Friday, July 26, 2019

Myth and Magic in Senior Academic Promotion Processes

of course, the origins are lost in a dim past of Mesopotamia, with the ritual sacrifices and rites of the Ur god of wisdom, Bloki, often drawn with his glance akimbo, holding the chisel with which he will inscribe the third review on the hierophant's forehead.

There is certainly no truth in the scurrilous rumour that there is any sexual element to the procedure, nor is there a cat called Taboo (at least, not any more).

But there is a room, above a vortex.

There are boiled sweets.

And there are huge cauldrons full of scalding black liquid.

That is all I can say, as I have been sworn to secrecy, although perhaps I will confirm that all numbers are forbidden in the room, being instead replaced with the bouquet of fine wines, and discernment between the merely vernacular, and the supernacular is an essential skill amongst the cabal.

Saturday, July 20, 2019

new dimensions in ethical dilemmas

We've been working on mapping science progress, and collaborations, geo-location of research contributions, and the rise (and fall) of institutions (labs etc) over 50 years of bibliometric data.
This is easy as we;re all so eager to be seen to publish that the meta-data about our work is all freely available through plenty of online databases and can be extracted in a very small number of accepted standard formats for magic processing - so we started here with a basic 5 year set of data (we've also looked at the Turing institute's publication data over the last 3 years, and now we're working on all of sigcomm's half a century of data. it would be easy to do more subjects and also more analyses.
First of two we're just adding is mentioned above, which is to look at the trajectory of research labs. So most people will be aware that Bell Labs is no longer the thing of beauty it once was. Nor is Xerox PARC. And some labs simply disappeared due to their corporate hq discorporating (Sun Microsystems, Digital Equipment Corporation) or losing the plot (HP?).

So we can see his effect over time. We can use the data + other information, to train algorithms to predict the demise of labs too (in the same way this Euro S&P paper from oxford built an algorithm for mergers and treaties out of airplane tracking datasets and external news reports.

We can also see geographic variation in success at research outputs.

But we can go further - a second thing we can add is gender data, inferred from names (or by using data from web lookup of author name + institution or other public sources. And this could be useful for combating bias.

However, what happens when we start to relate overall trends of institutions to the arrival (or departure) of particular researchers? This could be turned into a recruitment (or promotion or dismissal) tool. That could be quite a bad thing (given there are natural reasons why there's variation in peoples' output or influence on colleagues output, which can vary over time, and are probably going to result in short termism killing more long term strategic type thinking).

what to do?



Tuesday, July 16, 2019

dream time

Before he died, Uncle James wrote me this lovely letter. He wasn't really my uncle, he was just this rare thing, an old friend of my mother's who was also my friend. He lived in a rundown old cottage in the middle of nowhere somewhere near Brecon. He had been a quite well known british classical composer of that odd kind of post-vaughan-williams type of music, never as radical as Schoenberg or as out-and-out crazy as Boulez or Stockhausen, or as trendy and minimal as Steve Reich.

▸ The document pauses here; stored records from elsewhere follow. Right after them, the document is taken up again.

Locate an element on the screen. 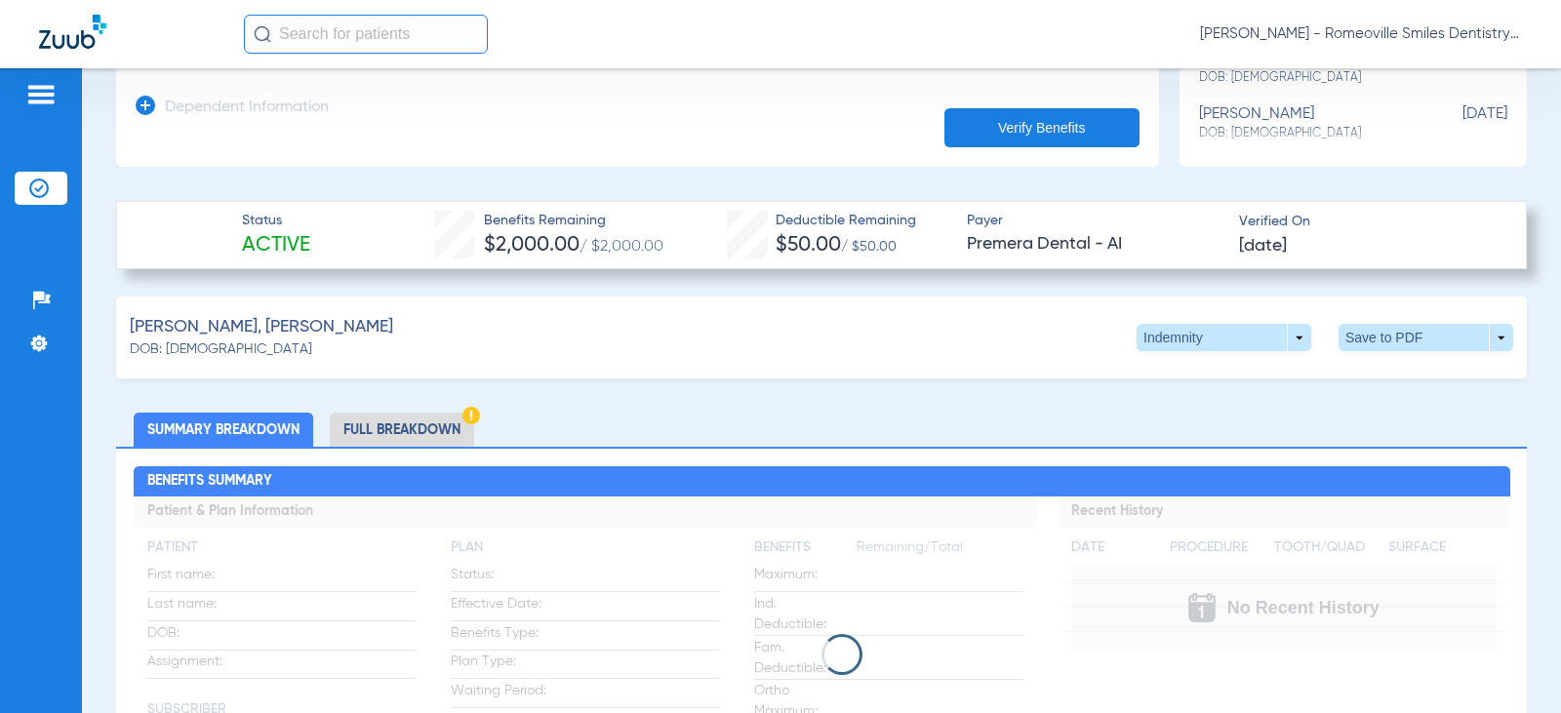 The image size is (1561, 713). span: Status is located at coordinates (276, 220).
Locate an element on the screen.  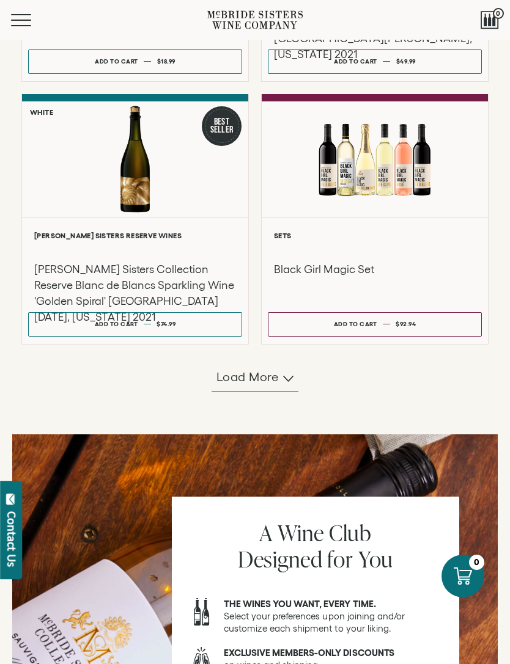
button: Add to cart $18.99 is located at coordinates (135, 62).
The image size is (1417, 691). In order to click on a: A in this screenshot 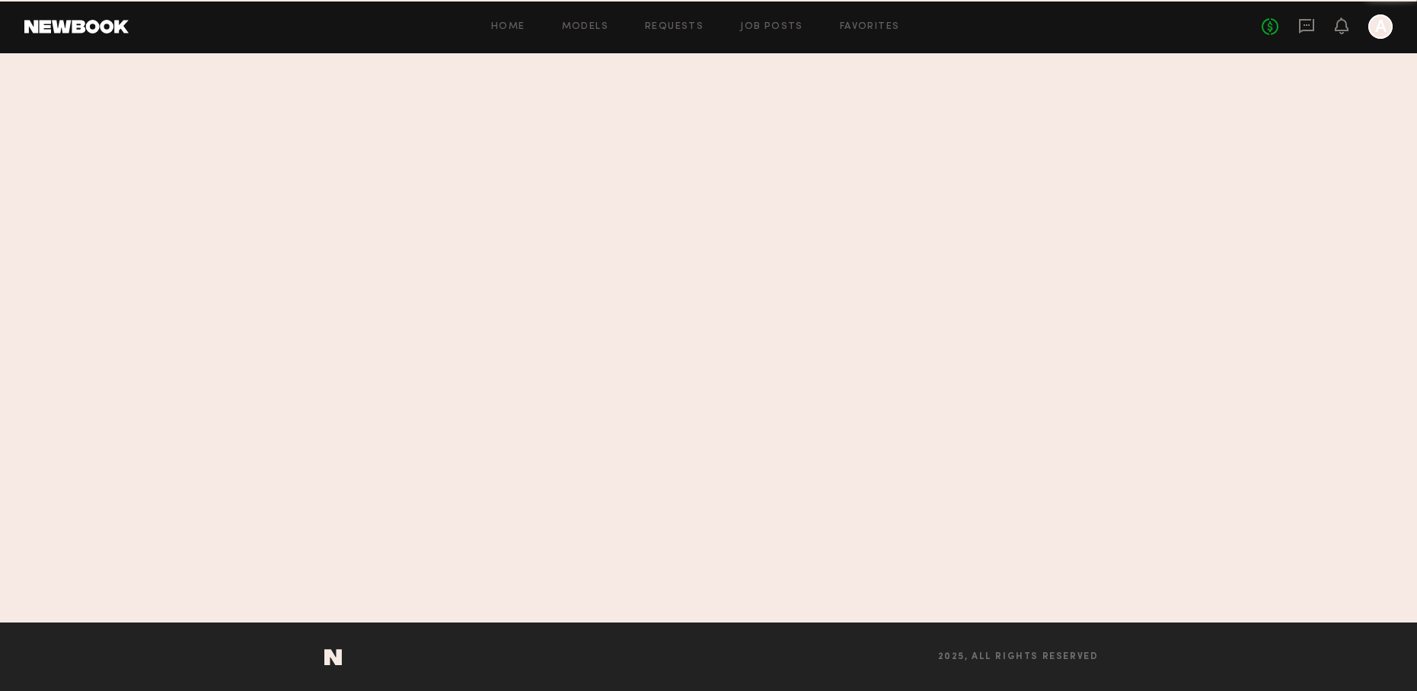, I will do `click(1380, 27)`.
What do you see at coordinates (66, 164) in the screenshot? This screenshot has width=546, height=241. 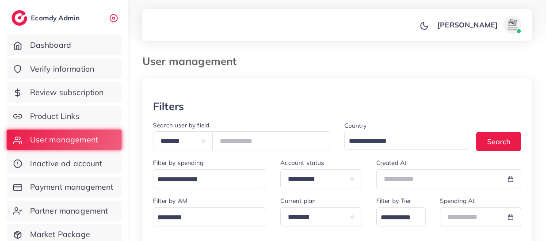 I see `span: Inactive ad account` at bounding box center [66, 164].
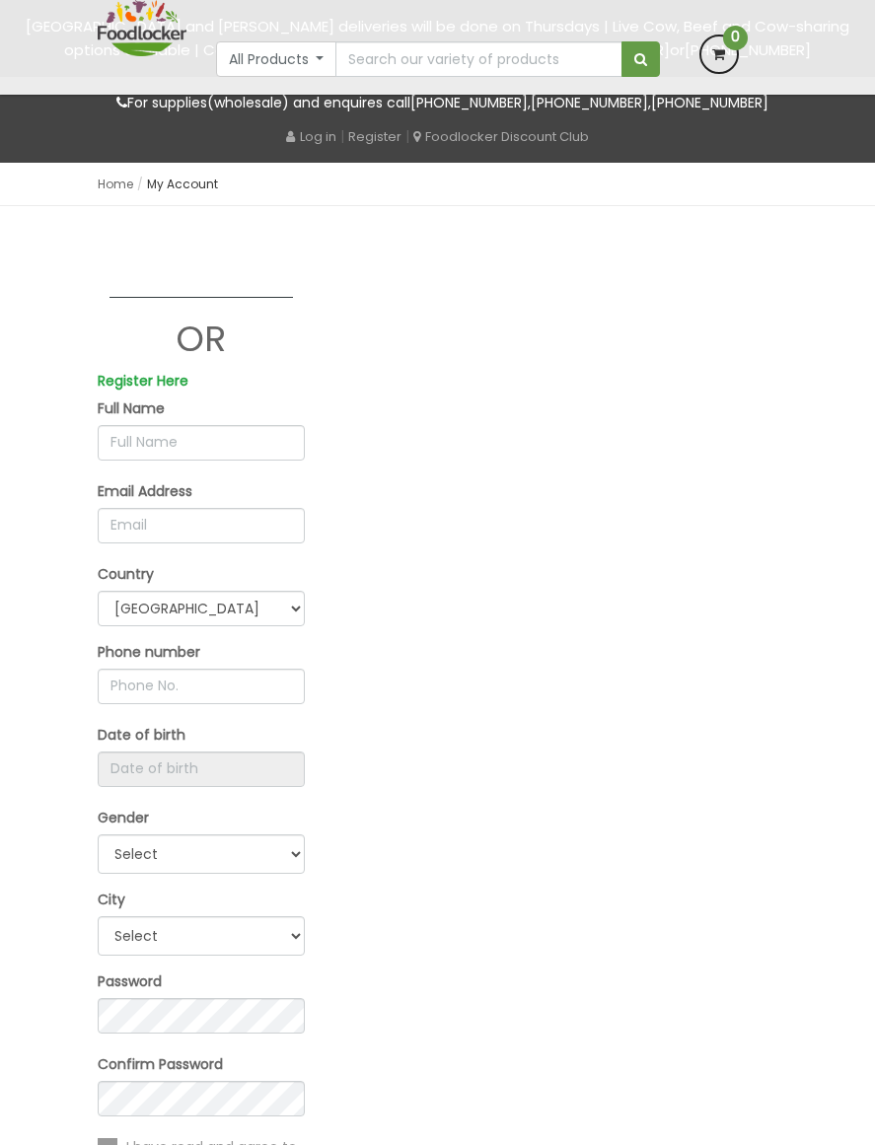 This screenshot has height=1145, width=875. I want to click on input: Search our variety of products, so click(478, 59).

James was worried that his 40 year-old digital clock was dreaming. While it hadn't told the time properly for two decades, he kept it as the only form of electronic technology he had ever (before he retired) found useful.

For most of the 1990s, it had remained completely blank, but then suddenly, one morning he noticed that it was showing some strange symbols that could be read as a word. He got out his welsh dictionary and discovered that indeed, bwrw was a common term for rain. Unsurprising, he thought. but then a digital clock that predicted the weather, no matter how predictable, was (like the proverbial poor chess playing dog) surprising.

However, the next day, the clock read ffliw. And James promptly sneezed and was laid up for two weeks, until he recovered. Feeling much better, he decided to cheer himself up and his wife Mary, by writing a spring tune. The clock ticked,  and read duw. He had just been thinking of something inspired by religion.

James wrote to me, because, as he explained, I was the only person he knew who might be able to explain how a 1970s digital clock, probably made in China, was suddenly behaving like one of the cleverest AIs in the world.  I was lost for words. It was very sad that he had discovered an emergent being that, while locked in such an unprepossessing box, was expressive and helpful. I did not want to tell anyone about this at the Turing Institute, as they would descend on James lovey cottage with their logic analyzers and Turing tests, and would no doubt kill the goose that was laying such golden eggs.

Not long after this, James died, and Mary moved to Cornwall and threw out all his memorabilia, so maybe the clock is in some landfill somewhere. But maybe it is still dreaming on someone's bedside table, offering hints in a timely way on how their day may go. An accidental oracle from the orient.